Pizzeria Workers on Hunger Strike in Moscow

"Be human beings! Give us our pay!"
“Be human beings! Give us our pay!”

Hunger Strike, Strike, Pressure on Workers: Protest by Workers at Moscow Restaurant Chain Grows
Novoprof
February 3, 2017

Workers at the fastfood chain Pizzeria (formerly known as Sbarro) who have not been paid continued their hunger strike for the third day in a restaurant on Krasnoprudnaya Street in Moscow. All the tricks played by the “strange” management to make the workers flinch and stop their protest have failed.

Other restaurants in the chain have joined the protest of their comrades on Krasnoprudnaya. Workers at Pizzeria in the Vegas Shopping Center on Kashirka have not worked for three days since joining the trade union. Novoprof has taken calls from a number of other restaurants in the chain, as well as from restaurants in the Yolki-Palki chain.

The workers are desperate because they do not know how to get their hard-earned money. They have been kicked out of rented flats and have no way to pay back their debts, and there is no one and nowhere they can borrow any more money.

Instead of doing everything they can to pay the money they owe their workers, the real employers have been hiding behind “strange” managers. Practically speaking, there is no one with whom workers can negotiate. Trade union members suspect the Yelashvili brothers (Murab and Georgy) are still the actual proprietors of the chains. Instead of solving the problems that have arisen at the restaurants, management has attempted to divide workers by paying out tiny sums on their bankcards, but not everyone’s. They have been trying to throw them a bone, as it were, thus making the workers shut up and return to work.  There have also been attempts to mentally coerce the workers who are on hunger strike.

"There is no crisis. We're just being robbed blind."
“There is no crisis. We’re just being robbed blind.”

We have found out that the former Sbarro, Yolki-Palki, YamKee, and other chains have been re-registered as new legal entities with names like Italian Eatery, Ltd., One-Stop Service, Ltd., and so on. These legal entities have different executive directors, but surprisingly they have the same official address. They do not have their own websites. Similarly, we have been unable to find a website for Rus RST Holding Company, which, allegedly, had taken over management of the restaurants from the Yelashvili-owned G.M.R. Planet of Hospitality.*

Novoprof will continue to support the protesting workers with all their their might, uniting them in the fight for their hard-earned money.

Translated by the Russian Reader. Thanks again to Comrade Ivan Ovsyannikov for the heads-up. Novoprof is short for the New Trade Unions Interregional Trade Union. It was founded in 2011 by brewers from the Baltica plant in Rostov-on-Don, and printers and heating plant workers in Petersburg. Photos courtesy of Ivan Ovsyannikov and Novoprof

Merab Yelashvili. Photo courtesy of Alyona Kondyurina/RBC
Merab Yelashvili. Photo courtesy of Alyona Kondyurina/RBC

Merab Yelashvili

Born in the Georgian village of Kulashi in 1974 to the family of a Georgian Jewish community leader. At the age of 19, he came to conquer Moscow, where, with his brother Georgy Yelashvili and brother-in-law Roman Shamilashvili, he founded GMR, which distributes products by leading European producers, in particular, Kinder Surprise chocolate eggs. He then moved into real estate. In 1997, he persuaded American franchisors to give him a master franchising agreement to open Sbarro pizzerias in Russia. Since 2007, he has been president of the company G.M.R. Planet of Hospitality. 

In September 2008, on the eve of the Jewish New Year, he and his relatives opened a Sephardic synagogue in the Triumph Palace residential complex in the north of Moscow. In April 2016, Yelashvili set tongues wagging when he organized the wedding of his eldest daughter Anna in Tel Aviv. The two thousand guests who attended the festivities were entertained by Nikolay Baskov, Soso Pavliashvili, and American rapper Ryan Leslie. A year earlier, Merab’s brother and business partner Georgy had celebrated the wedding of his son in the Moscow Manege, inviting over one and a half thousand people.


## EXERCISE DIRECTIONS:
Filter these entries so that only lines with the word "column" remain.

## GIVEN INFORMATION:

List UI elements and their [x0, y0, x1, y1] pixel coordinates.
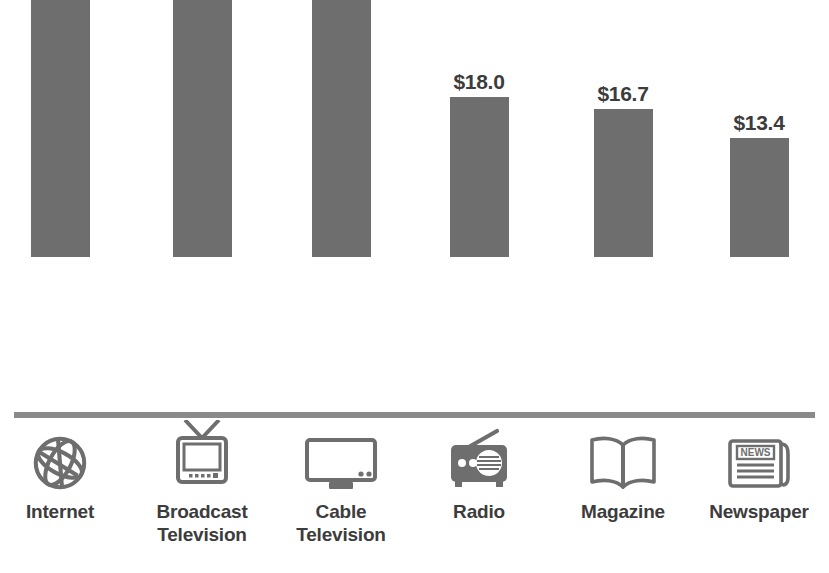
- category-newspaper: NEWS Newspaper: [690, 418, 828, 573]
- bar-internet[interactable]: [31, 0, 90, 257]
- bar-value-label: $13.4: [733, 112, 784, 133]
- bar-column-radio[interactable]: $18.0: [410, 0, 548, 257]
- category-magazine: Magazine: [554, 418, 692, 573]
- radio-icon: [445, 418, 513, 494]
- bar-column-magazine[interactable]: $16.7: [554, 0, 692, 257]
- category-broadcast-television: Broadcast Television: [133, 418, 271, 573]
- bar-newspaper[interactable]: [730, 138, 789, 257]
- newspaper-masthead-text: NEWS: [741, 447, 771, 458]
- category-internet: Internet: [0, 418, 129, 573]
- bar-broadcast-television[interactable]: [173, 0, 232, 257]
- category-label: Cable Television: [296, 500, 386, 546]
- bar-value-label: $16.7: [597, 83, 648, 104]
- category-label: Radio: [453, 500, 505, 523]
- category-axis: Internet Broadc: [0, 418, 829, 573]
- monitor-icon: [303, 418, 379, 494]
- category-label: Internet: [26, 500, 94, 523]
- bar-magazine[interactable]: [594, 109, 653, 257]
- newspaper-icon: NEWS: [725, 418, 793, 494]
- bar-chart: $42.8 $40.1 $34.4 $18.0 $16.7 $13.4: [0, 0, 829, 573]
- bar-column-internet[interactable]: $42.8: [0, 0, 129, 257]
- magazine-icon: [586, 418, 660, 494]
- category-radio: Radio: [410, 418, 548, 573]
- bar-column-cable-television[interactable]: $34.4: [272, 0, 410, 257]
- globe-icon: [29, 418, 91, 494]
- category-cable-television: Cable Television: [272, 418, 410, 573]
- bar-radio[interactable]: [450, 97, 509, 257]
- crt-tv-icon: [169, 418, 235, 494]
- bar-cable-television[interactable]: [312, 0, 371, 257]
- bar-value-label: $18.0: [453, 71, 504, 92]
- plot-area: $42.8 $40.1 $34.4 $18.0 $16.7 $13.4: [0, 0, 829, 418]
- bar-column-broadcast-television[interactable]: $40.1: [133, 0, 271, 257]
- category-label: Newspaper: [709, 500, 809, 523]
- bar-column-newspaper[interactable]: $13.4: [690, 0, 828, 257]
- category-label: Magazine: [581, 500, 665, 523]
- category-label: Broadcast Television: [156, 500, 247, 546]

## ANSWER SPACE:
- bar-column-radio[interactable]: $18.0: [410, 0, 548, 257]
- bar-column-magazine[interactable]: $16.7: [554, 0, 692, 257]
- bar-column-internet[interactable]: $42.8: [0, 0, 129, 257]
- bar-column-cable-television[interactable]: $34.4: [272, 0, 410, 257]
- bar-column-broadcast-television[interactable]: $40.1: [133, 0, 271, 257]
- bar-column-newspaper[interactable]: $13.4: [690, 0, 828, 257]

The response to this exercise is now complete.